Francis uses Vianney differently: to emphasize that parish priests – and all priests – “serve ‘in the trenches,’ bearing the burden of the day and the heat (cf. Mt 20:12).” Like his metaphor of the field hospital, this image suggests the struggle of ministry: “without fanfare and at personal cost, amid weariness, infirmity and sorrow.” I know I think like the manager I was. If my key personnel had been subject to the kind of attacks that the sex abuse crisis has created, especially in the last year, I would be worried, and I would ask, how can I keep them motivated?
That’s what’s new about this document. Francis quotes from his own writings to encourage priests, to remind them of how they felt when they acted on their vocations, to urge them not to succumb to the “sweet sorrow that the Eastern Fathers called acedia,” to call them to the hope he himself felt was possible just before he was elected Pope, to be open to change and “always on the move,” and to pray to Jesus and Mary.
Francis also “give[s] thanks for the holiness of the faithful people of God.” He writes from an address to the parish priests of Rome and Evangelii Gaudium:
Nothing is more necessary than this: accessibility, closeness, readiness to draw near to the flesh of our suffering brothers and sisters. How powerful is the example of a priest who makes himself present and does not flee the wounds of his brothers and sisters! It mirrors the heart of a shepherd who has developed a spiritual taste for being one with his people, a pastor who never forgets that he has come from them and that by serving them he will find and express his most pure and complete identity.
Would that we be served by such priests, who can see our actual needs. This letter is a profoundly human document addressed to those responsible for serving the people in God’s name.
BUT it is also profoundly gendered. The priests are brothers, the bishops fathers. They need to support each other in their fraternity. And finally, again quoting from Evangelii Gaudium, the Mary of the Magnificat:
“is the friend who is ever concerned that wine not be lacking in our lives. She is the woman whose heart was pierced by a sword and who understands all our pain. As mother of all, she is a sign of hope for peoples suffering the birth pangs of justice… As a true mother, she walks at our side, she shares our struggles and she constantly surrounds us with God’s love”.
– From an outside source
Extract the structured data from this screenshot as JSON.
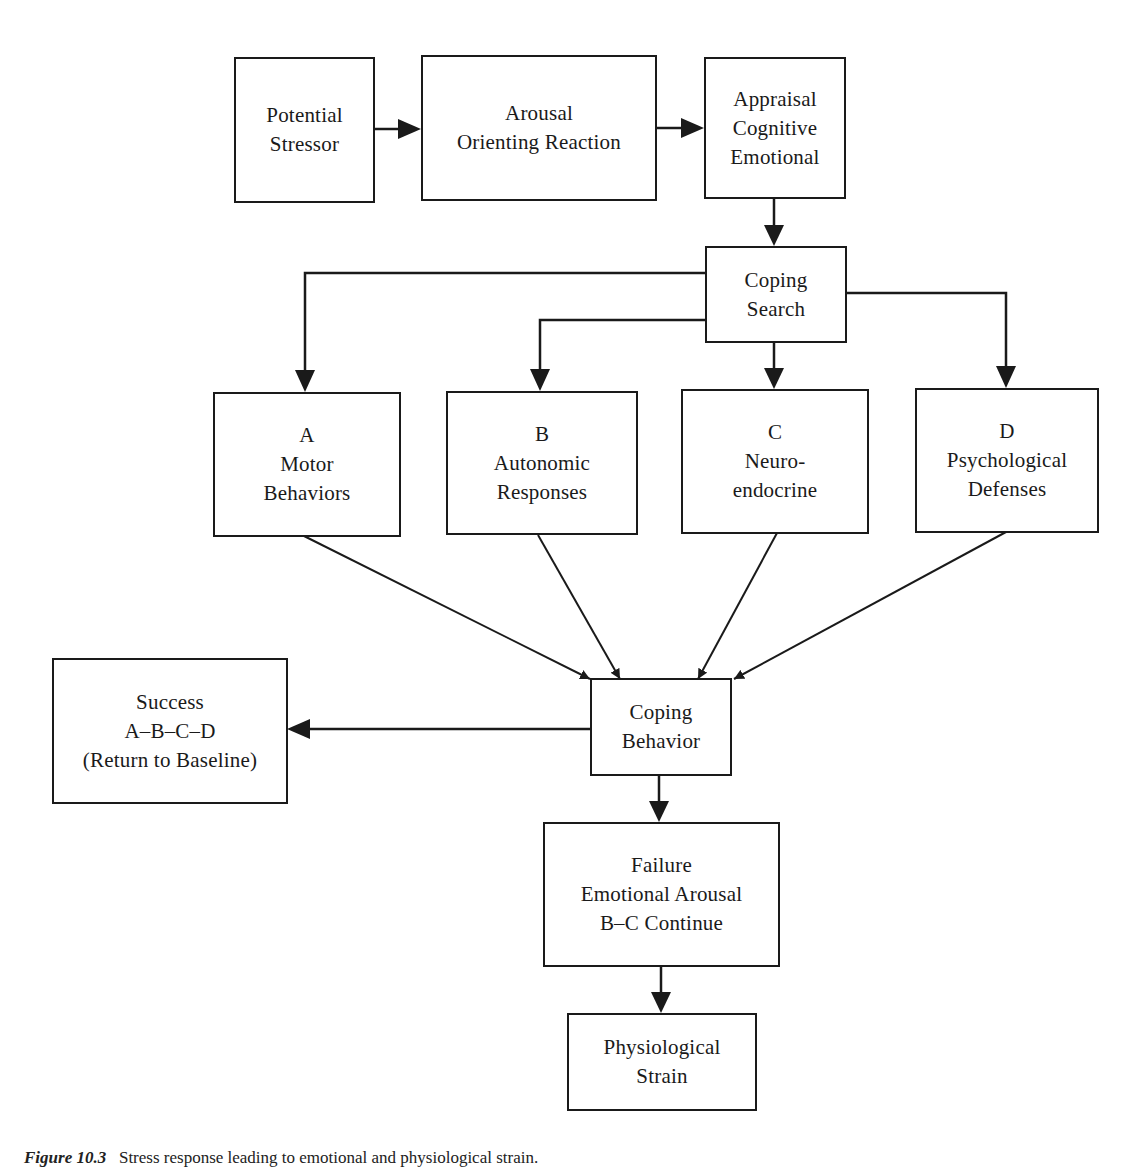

Wine? How did I never notice that; it’s there. Francis also quotes the conclusion of that document:
To contemplate Mary is “to believe once again in the revolutionary nature of love and tenderness. In her, we see that humility and tenderness are not virtues of the weak but of the strong, who need not treat others poorly in order to feel important themselves.”
I never appreciate any woman being identified with serving wine, with motherhood, or humility and tenderness, but I do wonder how the church will ever be healed if we remain in our camps without being willing to be “on the move.” I do believe in the “revolutionary nature of love.” I hope that all priests, all faithful, every gender, can deeply feel that love for themselves and all they want to do for the people of God.
3 Responses
The path toward the ordination of women passes through Mary, Mother of the Eucharist. Patriarchal gender ideology is the great dragon. But it is Mary who brings to us the Eucharist as flesh of her flesh. Mary, pray for us!
I am tempted to comment that the wine part is fine with me . A little more thought brings me to the consecrated wine of our most basic and precious ritual. Yes, I so want to see the woman (women) serving wine (and bread) to all (not the “some” that Benedict’s language gave us) so that it is not lacking in anyone’s life!
A big step ot assure all that the maximum has been done to stop abuse will be the Ordination of Women.